SalemNews.com, Salem, MA

Focus

April 7, 2008

Focus: Choosing a site for a business meeting

Taking a business meeting off-site can help ensure that important decisions get made. But sometimes just choosing where to meet can be a tough decision.

Do you go to the place with a convenient location? An interesting menu? One that offers a tour of the local museum or a luxury spa?

Before deciding on the extras, it is important to take care of the essentials. These days the most essential amenity a meeting location must have is Internet access — the faster and easier, the better.

"Everybody needs to be engaged and plugged in," said Cathleen Wardley, general manager of Boston Marriott Peabody. In the last few years, she said, the hotel has added more Internet access points in the rooms and wireless coverage in the common areas.

Natalie Lindsay, director of sales and marketing for Marriott north of Boston, said taking care of the essentials is the Marriott's focus. It's for business people who want to get their work done and don't care about fancy extras.

"It is a place where business people can do business," Lindsay said.

Of course, some business people try to squeeze some fun or culture into their trip.

The Sheraton Frencroft and Coco Keys Resort on the Danvers-Middleton line offers a large indoor water park for guests of the hotel. In between meetings, professionals can trade their business suits for bathing suits or relax in the resort's hot tub and spa.

In Salem, the Hawthorne Hotel offers a historic angle, and some packages include visits to the Peabody Essex Museum, The House of the Seven Gables, and trolley rides through Salem's famous streets.

Text Only | Photo Reprints
Local News

Local News
  • Health care law debated About 100 city union members packed the Wiggin Auditorium in City Hall last night, as the Peabody City Council debated the merits of a new law that would curb the unions' ability to negotiate their health benefits.

    February 10, 2012

  • Borders site is next chapter for auto dealer DANVERS — Danvers-based Kelly Automotive Group is ramping up expansion plans along Route 114 in both Danvers and Peabody.
    Kelly is mulling the creation of a two-story dealership out of the vacant former Borders Books and Music store on Andover Street in Peabody. The Danvers native and the company's president, Brian Kelly, acquired the property in December.

    February 10, 2012

  • Road race issue crosses finish line SALEM — The City Council agreed last night to track and monitor Salem's many road races through creation of a master calendar.
    Salem's volume of road races, and the fact that many of them run through the same sections of the city, had come under scrutiny by the council this winter.

    February 10, 2012

  • Salem businessman offers firsthand insight on Egypt SALEM — David Williams, 55, had a good feeling when he was asked to go to Egypt as part of a team of Americans dedicated to teaching that country's new democrats just how politics works.
    Today, he's less positive about a process that has seen revolution followed by elections and then, to his shock, the prosecution of Americans and others working to assist in the creation of a stable democracy.

    February 10, 2012

  • A Salem flag-raising in Afghanistan SALEM — For Veterans Day, third-graders from the Witchcraft Heights School wrote letters to U.S. troops in Afghanistan.
    The school has done this in the past, but this time was different. This time they sent them to a soldier from Salem, U.S. Army Pfc. Michael Levesque.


## Brief
From the listing below, copy each line that contains the word "name".

BEGIN

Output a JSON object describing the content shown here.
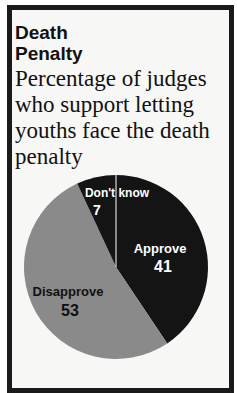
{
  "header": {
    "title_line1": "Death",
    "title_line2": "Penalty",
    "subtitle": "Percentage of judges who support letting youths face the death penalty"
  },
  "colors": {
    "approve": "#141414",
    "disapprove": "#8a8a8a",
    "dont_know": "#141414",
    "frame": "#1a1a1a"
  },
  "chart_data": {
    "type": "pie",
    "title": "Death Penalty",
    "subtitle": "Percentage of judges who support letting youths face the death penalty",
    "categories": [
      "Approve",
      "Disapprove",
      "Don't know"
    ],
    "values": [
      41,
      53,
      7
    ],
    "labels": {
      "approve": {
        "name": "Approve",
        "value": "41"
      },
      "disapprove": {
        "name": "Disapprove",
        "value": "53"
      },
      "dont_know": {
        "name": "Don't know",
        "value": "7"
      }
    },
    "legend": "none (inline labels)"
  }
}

END
BEGIN

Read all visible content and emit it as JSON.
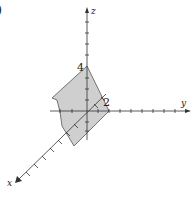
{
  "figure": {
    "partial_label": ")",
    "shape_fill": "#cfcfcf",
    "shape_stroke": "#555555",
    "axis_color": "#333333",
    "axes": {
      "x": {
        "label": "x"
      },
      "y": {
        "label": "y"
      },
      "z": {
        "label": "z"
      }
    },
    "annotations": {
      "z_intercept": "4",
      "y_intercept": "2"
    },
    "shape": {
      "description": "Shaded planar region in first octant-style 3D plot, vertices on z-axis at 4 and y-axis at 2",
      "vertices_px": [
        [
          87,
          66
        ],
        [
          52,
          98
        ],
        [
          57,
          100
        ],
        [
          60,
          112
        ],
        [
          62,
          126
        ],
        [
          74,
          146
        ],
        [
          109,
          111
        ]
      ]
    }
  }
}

END

## Response to this task
        "name": "Approve",
        "name": "Disapprove",
        "name": "Don't know",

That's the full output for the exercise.